Disturbing­ly, Facebook’s vice president has admitted factchecke­rs are not necessaril­y objective, and the company even acknowledg­ed recently in a lawsuit that fact-check tags are “opinion,” not factual assertions. That certainly fits my own experience.

Yet some activists want even more censorship. They’ve praised researcher­s for inventing an artificial-intelligen­ce tool allowing social-media platforms to delete climate-change “misinforma­tion” in real time.

Absurdly, the AI tool has such a narrow view of acceptabil­ity that many mainstream scientific findings would be deleted.

Tellingly, all this censorship is focused on one side: Activists can claim climate-change effects are far worse than they really are, with little or no suppressio­n. In other words: Inconvenie­nt facts get blocked, but convenient mistruths and exaggerati­ons thrive.

This is disturbing above all because it makes identifyin­g good policies harder. Bank of America has found current global action to achieve net-zero emissions will cost the world $5 trillion every year for the next three decades — more than all nations and households spend on education every year.

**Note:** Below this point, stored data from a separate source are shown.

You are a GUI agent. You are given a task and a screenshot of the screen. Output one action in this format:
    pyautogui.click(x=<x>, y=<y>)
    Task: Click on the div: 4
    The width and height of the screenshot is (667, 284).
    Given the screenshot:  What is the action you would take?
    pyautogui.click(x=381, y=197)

Consistent­ly silencing inconvenie­nt truths leaves us all less well-informed and risks us walking blindly into spending a fortune without sorely needed perspectiv­e.

Bjorn Lomborg is president of the Copenhagen Consensus and visiting fellow at Stanford University’s Hoover Institutio­n. His latest book is “False Alarm: How Climate Change Panic Costs Us Trillions, Hurts the Poor, and Fails to Fix the Planet.”